There’s something about a lot of early-90s films I can’t quite define, part 80s hangover, part unearned smugness mixed with genuine hope and celebration of human connectedness, but without much individual character. It’s an era I sort of missed, as that’s when my family moved to East Bumperfuck, the parents split up for a while, and culture was whatever came in on the two channels the aerial could pick up. Gen X was something happening in Newsweek that I couldn’t wait to be a teenager and join in on. All this to say, I go into these films expecting to feel like the prodigal son, not an alien anthropologist.
Like,
Chaplin.
Early Hollywood stuff is inherently great - the squirmy joy of peeking into the seediness underneath the beautiful, prim images, and the unabashed world-wise sexual appetites of actresses for whom the virgin/whore complex is just what they playact for a living. And the tragicomic transience of fame, these talented charismatic hardworking people famous throughout the world whose names barely ring a bell today…which is only piqued by the twenty years that have passed since this was made. Penelope Ann Miller, anyone? Or hell, Dan Aykroyd?
It’s well acted, and damn pretty (aside from laughable old-age make-up, like Patrick Stewart in The Inner Light bad), but they make such a hero out of their protagonist! Even his lifelong preference for squickily underage girls is couched in terms of “But he asked all of them to marry him!” Sure, the guy was an entertainment genius and politically principled (more on that later), but also a social wrecking ball, strangely miserly, and considered soap-shy in an era when weekly baths were the height of hygiene. He was human. But here he’s a Stephen King hero, recognisable because he doesn’t spit tobacco or display a sweaty fat hairy torso while being massaged by a nubile young thing or seemingly own a digestive track.

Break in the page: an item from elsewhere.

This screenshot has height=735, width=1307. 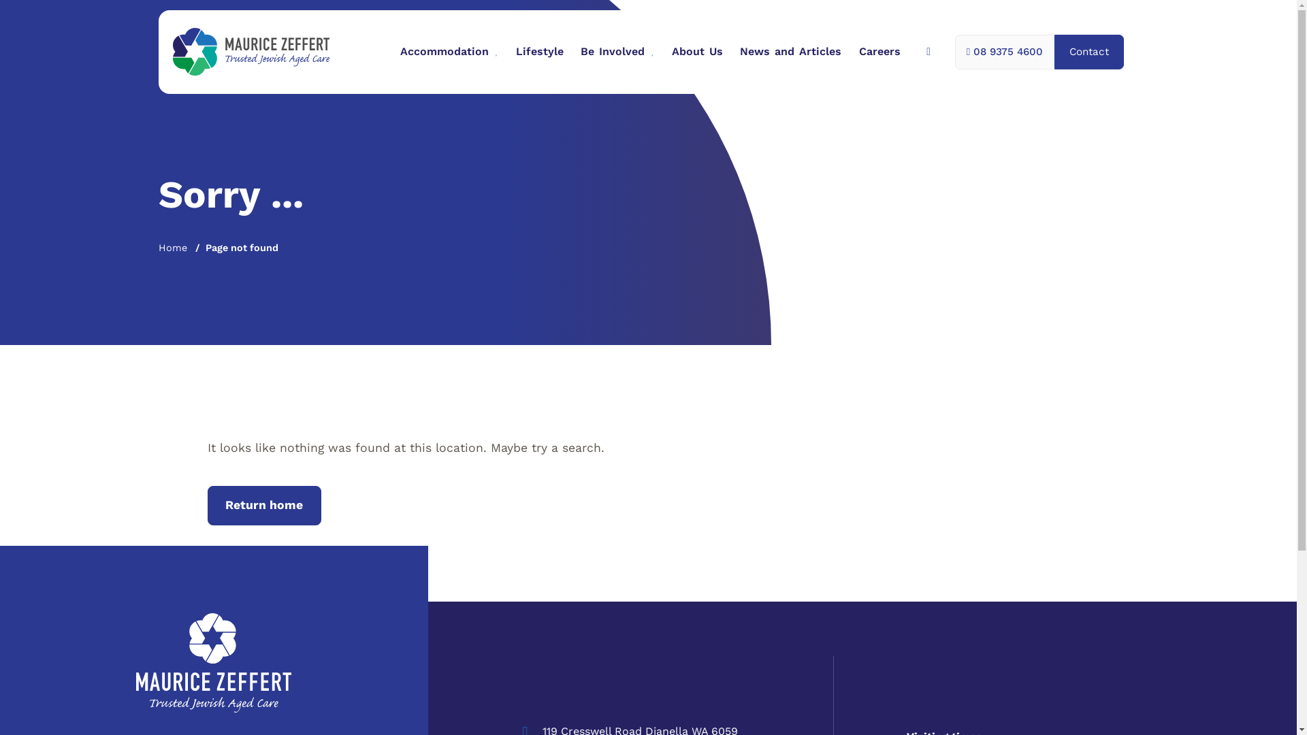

And there was that funny cultural thread, of looking back in amused horror at the McCarthy years, the blatant racism and sexism all mashed up with red-scaring, the persecution of good people whose only crime was saying it’d be neat if maybe we could all be nice to each other. And all those (sanitised) socialist demands are fine for ringing inspirational speeches, are just plain old common sense, because, after all, individualist capitalism has made all those universal-adequate-standard-of-living dreams come true.
Right?
Upton Sinclair and Ayn Rand were practically writing the same thing, if you squint, and they’d both be so happy at the way we live now!
Jump forward a decade, and it was suddenly suspect again to go on record about the collective rights of human beings, or how they’ve rarely been benevolently bestowed by the wise and compassionate powers that be. Come on, you said this was all wrapped up, dust off the hands, roll down the sleeves, job well done. There was that episode of Quantum Leap where Sam was totes ready to take a lynching for the noble black guy, and all!
So…yeah. An enjoyable film, but it made me yell at the screen.
And sort of ship Charlie and Douglas Fairbanks. Their love needs no stunt doubles!